Fast-acting Lactobacilli tested in Wound Care

FAST-ACTING LACTOBACILLI TESTED IN WOUND CARE

Ilya Pharma is in the middle of an intensive phase involving development and testing of a new way of speeding up wound healing in skin and mucosa. The innovation – the result of several years of collaboration between SLU and Uppsala University – may give rise to a completely new class of biological drugs in which lactobacilli act as small factories producing wound-healing proteins that are applied directly to the wound.

Ilya Pharma, named after the Russian Nobel prize winner Ilya Mechnikov, was founded in 2016 by Prof. Mia Phillipson and Evelina Vågesjö from Uppsala University, Göran Beijer from the industry and the SLU researcher Stefan Roos. The three researchers already knew each other, and had often wondered how their different skills could be combined. The interaction between physiology, immunology and microbiology resulted in the research team producing a bacterium that produces and excretes a human immune factor straight into the wound, which then heals more quickly than normal. The efficacy has been evaluated and guaranteed in preclinical models, and clinical studies are starting this year.

Stefan Roos has continued to work on how the bacterium in question is to be able to produce and excrete the human endogenous protein. The unique factor was that it was a combination of two active components – bacterium and excreted therapeutic protein – that together accelerate wound healing.
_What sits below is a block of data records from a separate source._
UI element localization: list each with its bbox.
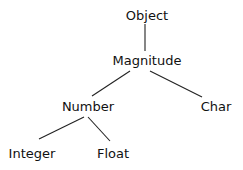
diagram-edges [0,0,243,170]
node-magnitude: Magnitude [113,53,182,68]
node-number: Number [62,99,114,114]
node-float: Float [97,146,129,161]
edge-number-float [88,117,110,141]
node-integer: Integer [9,146,56,161]
edge-magnitude-number [92,71,130,96]
node-object: Object [126,8,168,23]
node-char: Char [201,99,232,114]
class-hierarchy-diagram: Object Magnitude Number Char Integer Flo… [0,0,243,170]
edge-number-integer [39,117,84,139]
edge-magnitude-char [150,71,202,97]
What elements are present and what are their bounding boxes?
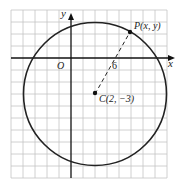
y-axis-label: y [60,7,66,19]
center-point [93,91,97,95]
grid [11,10,167,178]
origin-label: O [57,60,64,71]
coordinate-diagram: y x O P(x, y) C(2, −3) 6 [0,0,184,185]
point-p [128,30,132,34]
x-axis-label: x [167,57,173,69]
point-p-label: P(x, y) [133,20,161,32]
y-axis [68,13,74,178]
y-axis-arrow-icon [68,13,74,20]
x-axis [11,55,175,61]
radius-label: 6 [112,60,117,71]
center-point-label: C(2, −3) [99,93,135,105]
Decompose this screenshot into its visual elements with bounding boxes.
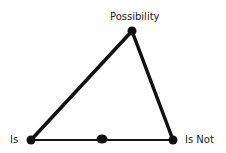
node-possibility xyxy=(128,27,137,36)
edge-is-possibility xyxy=(31,31,132,140)
node-is xyxy=(27,136,36,145)
label-is-not: Is Not xyxy=(185,134,214,146)
node-middle xyxy=(97,135,108,144)
label-is: Is xyxy=(10,134,18,146)
edge-possibility-isnot xyxy=(132,31,173,140)
node-is-not xyxy=(169,136,178,145)
label-possibility: Possibility xyxy=(110,11,160,23)
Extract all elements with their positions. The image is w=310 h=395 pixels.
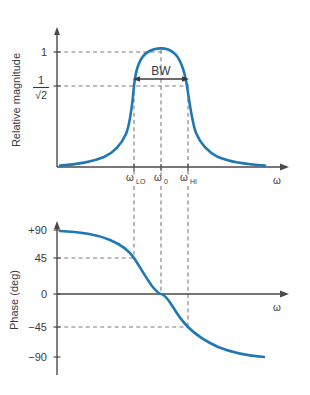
- omega-0-subscript: 0: [164, 178, 168, 185]
- phase-x-axis-arrowhead: [280, 291, 289, 298]
- magnitude-panel: BW 1 1 √2 Relative magnitude ω ω LO ω 0: [10, 27, 289, 186]
- omega-0-base: ω: [154, 172, 162, 183]
- half-power-denominator: √2: [35, 89, 47, 101]
- magnitude-y-axis-arrowhead: [54, 27, 60, 35]
- bode-figure: BW 1 1 √2 Relative magnitude ω ω LO ω 0: [0, 0, 310, 395]
- phase-y-axis-arrowhead: [54, 221, 60, 229]
- omega-lo-base: ω: [126, 172, 134, 183]
- magnitude-xtick-label-omega-0: ω 0: [154, 172, 168, 185]
- phase-y-axis-title: Phase (deg): [8, 270, 20, 330]
- magnitude-xtick-label-omega-lo: ω LO: [126, 172, 146, 185]
- phase-panel: +90 45 0 −45 −90 Phase (deg) ω: [8, 221, 289, 375]
- bandwidth-label: BW: [151, 64, 171, 78]
- phase-ytick-label-plus90: +90: [28, 224, 47, 236]
- omega-lo-subscript: LO: [136, 178, 146, 185]
- magnitude-xtick-label-omega-hi: ω HI: [180, 172, 197, 185]
- magnitude-ytick-label-one: 1: [41, 46, 47, 58]
- phase-y-axis: [54, 221, 60, 375]
- half-power-numerator: 1: [38, 74, 44, 86]
- magnitude-y-axis: [54, 27, 60, 167]
- magnitude-ytick-label-half-power: 1 √2: [33, 74, 49, 101]
- phase-ytick-label-minus90: −90: [28, 351, 47, 363]
- phase-x-axis-title: ω: [273, 302, 281, 313]
- phase-ytick-label-0: 0: [41, 288, 47, 300]
- phase-x-axis: [57, 291, 289, 298]
- omega-hi-subscript: HI: [190, 178, 197, 185]
- magnitude-x-axis-title: ω: [273, 175, 281, 186]
- phase-ytick-label-minus45: −45: [28, 321, 47, 333]
- omega-hi-base: ω: [180, 172, 188, 183]
- magnitude-x-axis-arrowhead: [280, 164, 289, 171]
- magnitude-y-axis-title: Relative magnitude: [10, 53, 22, 147]
- phase-ytick-label-45: 45: [35, 252, 47, 264]
- panel-connectors: [134, 186, 188, 327]
- figure-canvas: BW 1 1 √2 Relative magnitude ω ω LO ω 0: [0, 0, 310, 395]
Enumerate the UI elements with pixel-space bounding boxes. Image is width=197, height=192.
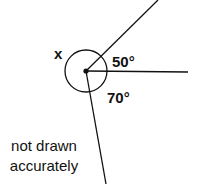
note-line-2: accurately — [10, 157, 79, 174]
note-line-1: not drawn — [11, 137, 77, 154]
label-70-degrees: 70° — [107, 89, 130, 106]
angle-diagram: x 50° 70° not drawn accurately — [0, 0, 197, 192]
center-point — [83, 68, 88, 73]
label-x: x — [54, 45, 63, 62]
ray-right — [86, 71, 188, 72]
label-50-degrees: 50° — [112, 53, 135, 70]
ray-down — [86, 71, 106, 184]
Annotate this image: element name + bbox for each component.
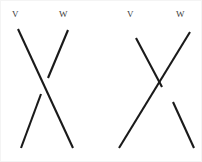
left-crossing-label-v: V [12, 10, 19, 19]
right-crossing-w-strand [119, 32, 190, 148]
left-crossing-v-strand [18, 29, 73, 148]
right-crossing-w-strand-segment-0 [119, 32, 190, 148]
left-crossing-label-w: W [59, 10, 68, 19]
right-crossing-v-strand-segment-0 [136, 38, 162, 87]
right-crossing-label-w: W [176, 10, 185, 19]
strand-layer [18, 29, 194, 148]
left-crossing-diagram [18, 29, 73, 148]
right-crossing-label-v: V [127, 10, 134, 19]
right-crossing-diagram [119, 32, 194, 148]
figure-canvas: VWVW [0, 0, 202, 162]
left-crossing-w-strand-segment-0 [48, 30, 68, 78]
crossing-diagrams-svg [1, 1, 202, 162]
left-crossing-v-strand-segment-0 [18, 29, 73, 148]
left-crossing-w-strand [21, 30, 68, 148]
right-crossing-v-strand-segment-1 [173, 102, 194, 148]
left-crossing-w-strand-segment-1 [21, 94, 41, 148]
right-crossing-v-strand [136, 38, 194, 148]
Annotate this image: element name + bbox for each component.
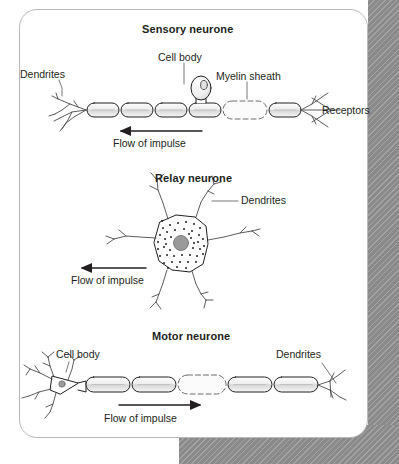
decorative-hatch-right <box>368 0 399 464</box>
sensory-label-cell-body: Cell body <box>158 51 202 63</box>
motor-label-dendrites: Dendrites <box>276 348 321 360</box>
relay-label-flow: Flow of impulse <box>71 274 144 286</box>
sensory-label-dendrites: Dendrites <box>20 68 65 80</box>
motor-label-flow: Flow of impulse <box>104 412 177 424</box>
motor-panel-title: Motor neurone <box>152 330 230 342</box>
sensory-label-receptors: Receptors <box>322 104 370 116</box>
motor-label-cell-body: Cell body <box>56 348 100 360</box>
sensory-label-flow: Flow of impulse <box>113 137 186 149</box>
relay-label-dendrites: Dendrites <box>241 194 286 206</box>
figure-canvas: Sensory neurone Dendrites Cell body Myel… <box>0 0 399 464</box>
sensory-panel-title: Sensory neurone <box>142 23 233 35</box>
relay-panel-title: Relay neurone <box>155 172 232 184</box>
diagram-card <box>19 9 368 438</box>
sensory-label-myelin-sheath: Myelin sheath <box>216 70 281 82</box>
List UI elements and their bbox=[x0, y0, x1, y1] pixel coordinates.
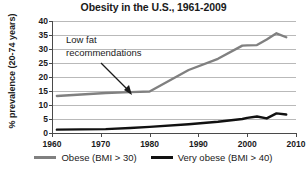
y-axis-title: % prevalence (20-74 years) bbox=[7, 12, 17, 130]
legend-swatch bbox=[34, 156, 56, 159]
chart-title: Obesity in the U.S., 1961-2009 bbox=[0, 1, 307, 13]
x-tick-label: 1990 bbox=[189, 140, 208, 149]
annotation-arrow-icon bbox=[99, 61, 141, 99]
y-tick-label: 35 bbox=[39, 31, 48, 40]
annotation-low-fat-recommendations: Low fat recommendations bbox=[66, 34, 142, 60]
legend-label: Obese (BMI > 30) bbox=[61, 152, 136, 163]
chart-legend: Obese (BMI > 30)Very obese (BMI > 40) bbox=[0, 152, 307, 163]
y-tick-label: 25 bbox=[39, 59, 48, 68]
legend-label: Very obese (BMI > 40) bbox=[178, 152, 273, 163]
x-tick-label: 2000 bbox=[238, 140, 257, 149]
x-tick-label: 1960 bbox=[43, 140, 62, 149]
legend-swatch bbox=[151, 156, 173, 159]
x-tick-mark bbox=[247, 133, 248, 137]
y-tick-label: 40 bbox=[39, 17, 48, 26]
y-tick-label: 0 bbox=[43, 129, 48, 138]
x-axis-line bbox=[52, 133, 296, 134]
x-tick-mark bbox=[296, 133, 297, 137]
obesity-line-chart: Obesity in the U.S., 1961-2009 % prevale… bbox=[0, 0, 307, 178]
x-tick-mark bbox=[198, 133, 199, 137]
legend-item[interactable]: Very obese (BMI > 40) bbox=[151, 152, 273, 163]
x-tick-label: 1970 bbox=[91, 140, 110, 149]
y-tick-label: 15 bbox=[39, 87, 48, 96]
x-tick-label: 1980 bbox=[140, 140, 159, 149]
series-line bbox=[57, 113, 286, 129]
y-tick-label: 10 bbox=[39, 101, 48, 110]
legend-item[interactable]: Obese (BMI > 30) bbox=[34, 152, 136, 163]
x-tick-mark bbox=[101, 133, 102, 137]
y-tick-label: 30 bbox=[39, 45, 48, 54]
x-tick-label: 2010 bbox=[287, 140, 306, 149]
y-tick-label: 20 bbox=[39, 73, 48, 82]
x-tick-mark bbox=[150, 133, 151, 137]
x-tick-mark bbox=[52, 133, 53, 137]
y-tick-label: 5 bbox=[43, 115, 48, 124]
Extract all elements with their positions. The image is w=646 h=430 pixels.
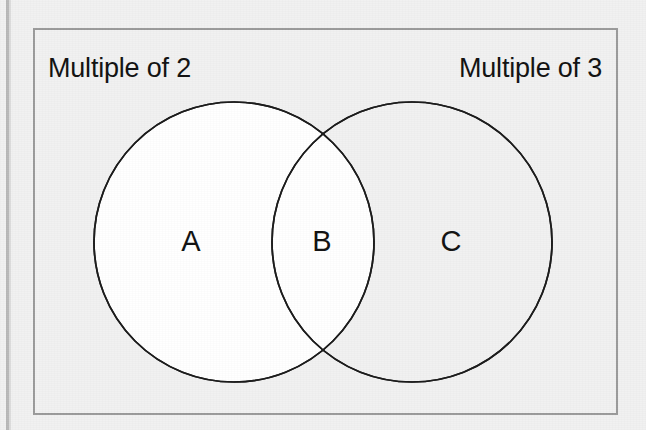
venn-diagram-canvas: Multiple of 2 Multiple of 3 A B C bbox=[0, 0, 646, 430]
page-edge-rule-shadow bbox=[9, 0, 11, 430]
set-label-left: Multiple of 2 bbox=[48, 55, 191, 82]
set-label-right: Multiple of 3 bbox=[459, 55, 602, 82]
region-label-a: A bbox=[181, 227, 200, 256]
region-label-c: C bbox=[441, 227, 462, 256]
diagram-frame: Multiple of 2 Multiple of 3 bbox=[33, 28, 618, 415]
region-label-b: B bbox=[312, 227, 331, 256]
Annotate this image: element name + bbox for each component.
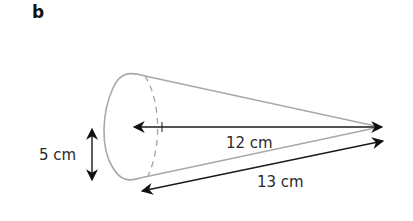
radius-label: 5 cm (39, 146, 76, 164)
cone-base-hidden-edge (145, 76, 158, 176)
height-label: 12 cm (226, 134, 273, 152)
slant-height-label: 13 cm (257, 173, 304, 191)
cone-top-edge (145, 76, 380, 127)
cone-diagram: 5 cm 12 cm 13 cm (0, 0, 413, 221)
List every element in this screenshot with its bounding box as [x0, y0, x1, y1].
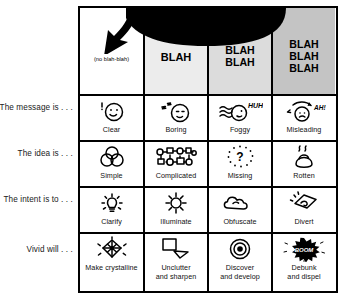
matrix-cell: Divert — [273, 188, 335, 232]
matrix-cell: Illuminate — [145, 188, 207, 232]
diagram-canvas: The message is . . . The idea is . . . T… — [0, 0, 345, 304]
svg-text:HUH?: HUH? — [248, 102, 263, 109]
shapes-icon — [147, 236, 205, 262]
matrix-cell: BOOM Debunkand dispel — [273, 234, 335, 295]
cloud-icon — [211, 190, 269, 216]
crystal-icon — [83, 236, 141, 262]
lightbulb-icon — [83, 190, 141, 216]
cell-caption: Rotten — [293, 171, 314, 180]
column-header-3: BLAHBLAH — [209, 45, 271, 69]
svg-text:AH!: AH! — [313, 104, 326, 111]
sun-icon — [147, 190, 205, 216]
misleading-face-icon: AH! — [275, 98, 333, 124]
column-header-shade-1 — [80, 8, 143, 96]
cell-caption: Discoverand develop — [220, 263, 260, 281]
boom-burst-icon: BOOM — [275, 236, 333, 262]
matrix-cell: Make crystalline — [80, 234, 143, 295]
row-label-vivid: Vivid will . . . — [0, 245, 73, 254]
matrix-cell: Clear — [80, 96, 143, 140]
svg-text:BOOM: BOOM — [295, 247, 315, 253]
cell-caption: Divert — [294, 217, 313, 226]
cell-caption: Complicated — [156, 171, 197, 180]
column-header-4: BLAHBLAHBLAH — [273, 39, 335, 75]
network-tangle-icon — [147, 144, 205, 170]
venn-circles-icon — [83, 144, 141, 170]
smiling-face-icon — [83, 98, 141, 124]
cell-caption: Boring — [165, 125, 186, 134]
matrix-cell: Clarify — [80, 188, 143, 232]
bullseye-icon — [211, 236, 269, 262]
cell-caption: Debunkand dispel — [287, 263, 320, 281]
cell-caption: Misleading — [287, 125, 322, 134]
arrow-sign-icon — [275, 190, 333, 216]
column-header-2: BLAH — [145, 51, 207, 63]
foggy-face-icon: HUH? — [211, 98, 269, 124]
cell-caption: Missing — [228, 171, 253, 180]
steaming-pile-icon — [275, 144, 333, 170]
matrix-cell: AH!Misleading — [273, 96, 335, 140]
matrix-cell: Unclutterand sharpen — [145, 234, 207, 295]
matrix-cell: HUH?Foggy — [209, 96, 271, 140]
cell-caption: Illuminate — [160, 217, 191, 226]
cell-caption: Foggy — [230, 125, 250, 134]
matrix-cell: Complicated — [145, 142, 207, 186]
column-header-1: (no blah-blah) — [80, 56, 143, 62]
matrix-cell: Rotten — [273, 142, 335, 186]
matrix-cell: Discoverand develop — [209, 234, 271, 295]
cell-caption: Obfuscate — [223, 217, 256, 226]
matrix-cell: ?Missing — [209, 142, 271, 186]
cell-caption: Unclutterand sharpen — [156, 263, 197, 281]
cell-caption: Clear — [103, 125, 120, 134]
cell-caption: Make crystalline — [85, 263, 137, 272]
row-label-intent: The intent is to . . . — [0, 195, 73, 204]
matrix-cell: Boring — [145, 96, 207, 140]
svg-text:?: ? — [236, 150, 243, 164]
cell-caption: Clarify — [101, 217, 122, 226]
matrix-cell: Obfuscate — [209, 188, 271, 232]
sleeping-face-icon — [147, 98, 205, 124]
row-label-idea: The idea is . . . — [0, 149, 73, 158]
matrix-table: (no blah-blah) BLAH BLAHBLAH BLAHBLAHBLA… — [78, 6, 338, 293]
cell-caption: Simple — [100, 171, 122, 180]
row-label-message: The message is . . . — [0, 103, 73, 112]
matrix-cell: Simple — [80, 142, 143, 186]
dotted-question-mark-icon: ? — [211, 144, 269, 170]
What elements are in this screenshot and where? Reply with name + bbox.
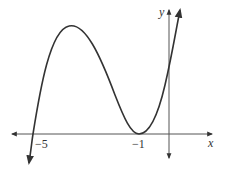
x-axis-label: x — [207, 136, 214, 150]
x-tick-label-neg1: −1 — [132, 137, 145, 151]
cubic-graph: −5 −1 x y — [0, 0, 225, 176]
cubic-curve — [29, 10, 180, 163]
x-tick-label-neg5: −5 — [35, 137, 48, 151]
y-axis-label: y — [158, 5, 165, 19]
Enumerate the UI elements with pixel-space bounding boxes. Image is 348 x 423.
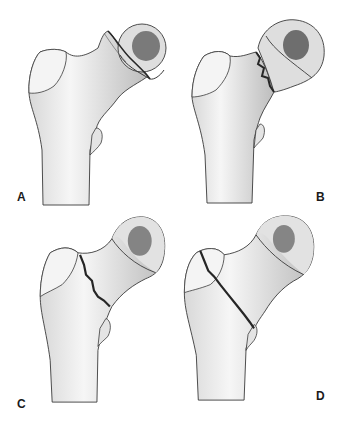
femur-illustration-b xyxy=(174,0,348,211)
panel-label-b: B xyxy=(316,190,325,204)
panel-d-intertrochanteric-fracture: D xyxy=(174,211,348,422)
panel-label-c: C xyxy=(17,397,26,411)
panel-b-transcervical-fracture: B xyxy=(174,0,348,211)
femur-illustration-c xyxy=(0,211,174,422)
panel-label-d: D xyxy=(316,389,325,403)
panel-c-basicervical-fracture: C xyxy=(0,211,174,422)
panel-label-a: A xyxy=(17,190,26,204)
femur-illustration-a xyxy=(0,0,174,211)
panel-a-subcapital-fracture: A xyxy=(0,0,174,211)
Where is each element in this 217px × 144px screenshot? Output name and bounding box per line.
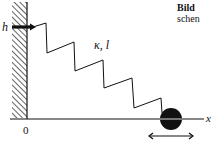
double-arrow-icon — [149, 133, 193, 139]
label-height: h — [2, 20, 8, 34]
zigzag-chain — [33, 23, 162, 113]
label-chain: κ, l — [94, 38, 110, 52]
wall — [12, 2, 27, 119]
label-axis: x — [205, 112, 211, 124]
physics-diagram: h κ, l 0 x — [0, 0, 217, 144]
ball — [160, 108, 182, 130]
label-origin: 0 — [23, 124, 29, 136]
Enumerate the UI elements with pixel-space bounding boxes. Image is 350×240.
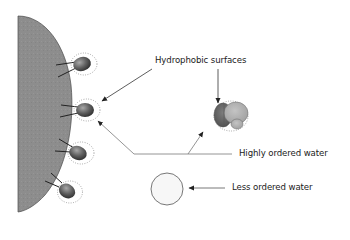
label-less-ordered-water: Less ordered water	[232, 182, 313, 192]
label-highly-ordered-water: Highly ordered water	[239, 148, 328, 158]
hydrophobic-molecule-cluster	[214, 101, 248, 131]
arrow-to-side-group	[102, 69, 152, 101]
leader-to-cluster-water	[188, 132, 203, 154]
leader-to-side-group-water	[98, 121, 232, 154]
highly-ordered-water-leaders	[98, 121, 232, 154]
less-ordered-water-circle	[151, 173, 183, 205]
label-hydrophobic-surfaces: Hydrophobic surfaces	[155, 55, 246, 65]
hydrophobic-surfaces-arrows	[102, 69, 218, 103]
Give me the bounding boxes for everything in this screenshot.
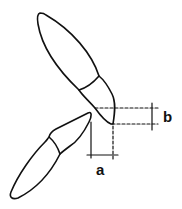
label-a: a: [96, 162, 104, 177]
dimension-a: [87, 122, 118, 160]
lower-incisor: [10, 113, 91, 199]
upper-incisor: [37, 13, 114, 124]
incisor-diagram: b a: [0, 0, 182, 209]
label-b: b: [163, 109, 172, 124]
lower-incisor-cej-line: [49, 137, 60, 154]
diagram-graphic: [0, 0, 182, 209]
upper-incisor-outline: [37, 13, 114, 124]
dimension-b: [95, 103, 158, 130]
lower-incisor-outline: [10, 113, 91, 199]
upper-incisor-cej-line: [79, 76, 99, 90]
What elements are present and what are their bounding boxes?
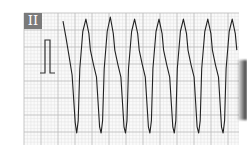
page-edge-shadow <box>237 60 247 120</box>
lead-label: II <box>24 13 42 29</box>
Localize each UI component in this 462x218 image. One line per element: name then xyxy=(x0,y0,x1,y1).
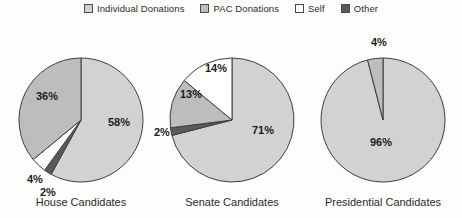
slice-value-label: 4% xyxy=(371,36,387,48)
chart-caption: Presidential Candidates xyxy=(325,196,442,208)
slice-value-label: 14% xyxy=(205,62,227,74)
chart-legend: Individual DonationsPAC DonationsSelfOth… xyxy=(0,3,462,14)
legend-label-pac: PAC Donations xyxy=(213,3,279,14)
slice-value-label: 36% xyxy=(36,90,58,102)
legend-label-self: Self xyxy=(308,3,325,14)
legend-item-individual: Individual Donations xyxy=(84,3,185,14)
slice-value-label: 96% xyxy=(370,136,392,148)
legend-item-pac: PAC Donations xyxy=(200,3,279,14)
legend-item-self: Self xyxy=(295,3,325,14)
slice-value-label: 4% xyxy=(27,173,43,185)
legend-swatch-individual xyxy=(84,4,93,13)
slice-value-label: 71% xyxy=(252,124,274,136)
legend-item-other: Other xyxy=(341,3,378,14)
pie-charts-container: 58%2%4%36%71%2%13%14%96%4%House Candidat… xyxy=(0,24,462,218)
slice-value-label: 13% xyxy=(180,88,202,100)
pie-chart-senate-candidates: 71%2%13%14% xyxy=(154,58,294,182)
slice-value-label: 58% xyxy=(108,116,130,128)
legend-swatch-other xyxy=(341,4,350,13)
pie-charts-svg: 58%2%4%36%71%2%13%14%96%4%House Candidat… xyxy=(0,24,462,218)
chart-caption: Senate Candidates xyxy=(185,196,279,208)
legend-swatch-self xyxy=(295,4,304,13)
pie-chart-house-candidates: 58%2%4%36% xyxy=(19,58,143,198)
slice-value-label: 2% xyxy=(154,126,170,138)
legend-swatch-pac xyxy=(200,4,209,13)
pie-chart-presidential-candidates: 96%4% xyxy=(321,36,445,182)
pie-chart-figure: Individual DonationsPAC DonationsSelfOth… xyxy=(0,0,462,218)
legend-label-other: Other xyxy=(354,3,378,14)
legend-label-individual: Individual Donations xyxy=(97,3,185,14)
chart-caption: House Candidates xyxy=(36,196,127,208)
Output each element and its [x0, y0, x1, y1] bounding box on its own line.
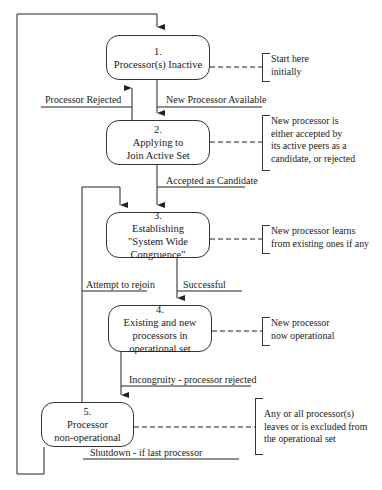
note-line: its active peers as a: [271, 140, 355, 153]
note-line: initially: [271, 66, 309, 79]
state-label: Congruence": [130, 248, 185, 261]
transition-processor-rejected: Processor Rejected: [45, 94, 121, 106]
state-label: operational set: [129, 342, 191, 355]
state-1-processors-inactive: 1. Processor(s) Inactive: [106, 35, 210, 80]
state-number: 1.: [154, 45, 162, 58]
transition-new-processor-available: New Processor Available: [166, 94, 266, 106]
state-5-non-operational: 5. Processor non-operational: [41, 402, 134, 447]
state-label: processors in: [132, 329, 187, 342]
note-line: leaves or is excluded from: [264, 421, 367, 434]
transition-shutdown: Shutdown - if last processor: [90, 447, 202, 459]
state-2-applying-to-join: 2. Applying to Join Active Set: [106, 120, 210, 165]
state-label: Join Active Set: [126, 149, 190, 162]
note-state-4: New processor now operational: [262, 317, 334, 346]
transition-successful: Successful: [183, 279, 226, 291]
note-line: either accepted by: [271, 128, 355, 141]
note-line: candidate, or rejected: [271, 153, 355, 166]
note-line: Start here: [271, 53, 309, 66]
note-state-2: New processor is either accepted by its …: [262, 115, 355, 171]
note-line: from existing ones if any: [271, 238, 369, 251]
state-label: "System Wide: [128, 235, 188, 248]
state-number: 2.: [154, 123, 162, 136]
state-4-operational-set: 4. Existing and new processors in operat…: [108, 305, 212, 352]
transition-incongruity-rejected: Incongruity - processor rejected: [129, 374, 256, 386]
note-line: New processor is: [271, 115, 355, 128]
note-state-3: New processor learns from existing ones …: [262, 225, 369, 254]
state-label: Existing and new: [124, 316, 197, 329]
state-label: non-operational: [54, 431, 120, 444]
state-label: Applying to: [133, 136, 183, 149]
transition-accepted-as-candidate: Accepted as Candidate: [166, 175, 258, 187]
note-state-1: Start here initially: [262, 53, 309, 82]
note-line: New processor: [271, 317, 334, 330]
note-line: the operational set: [264, 433, 367, 446]
state-label: Establishing: [132, 222, 184, 235]
state-number: 3.: [154, 209, 162, 222]
note-line: New processor learns: [271, 225, 369, 238]
note-line: now operational: [271, 330, 334, 343]
state-label: Processor(s) Inactive: [114, 58, 202, 71]
note-line: Any or all processor(s): [264, 408, 367, 421]
state-number: 4.: [156, 303, 164, 316]
state-3-establishing-congruence: 3. Establishing "System Wide Congruence": [106, 212, 210, 258]
state-label: Processor: [67, 418, 108, 431]
cutoff-caption-fragment: [140, 484, 382, 490]
note-state-5: Any or all processor(s) leaves or is exc…: [255, 398, 367, 455]
state-number: 5.: [84, 405, 92, 418]
transition-attempt-to-rejoin: Attempt to rejoin: [86, 279, 155, 291]
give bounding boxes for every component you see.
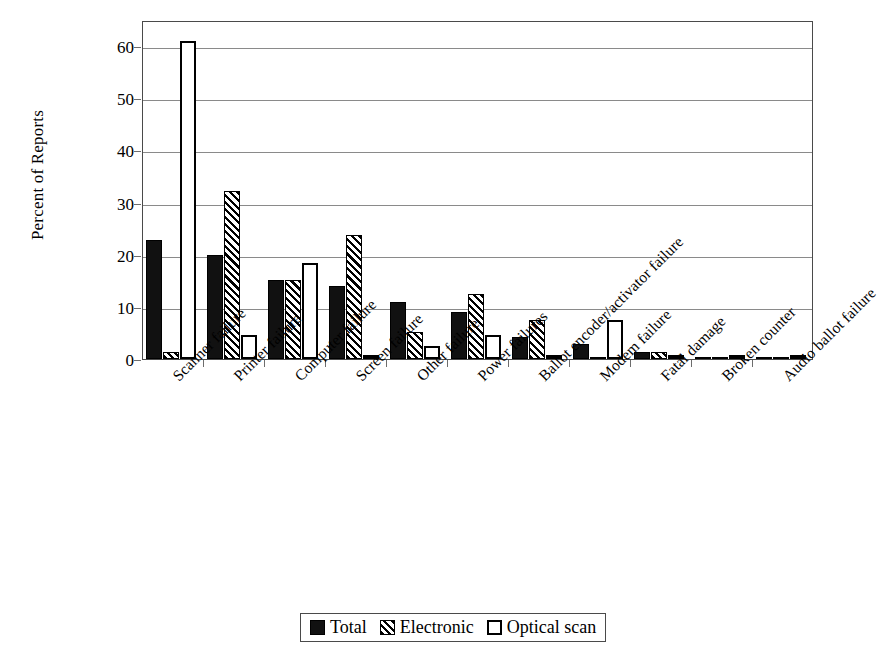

The preclinical studies showed that it works not only biologically but also in terms of scalability, and a way of commercialising it was found. There is a great clinical need, and around Ilya Pharma there is now a large network of clinics and expertise from the pharmaceutical industry. An approved drug is a long way off, but it is deemed that use of the treatment for severe wounds will save Sweden and the Swedish health system SEK 300m a year.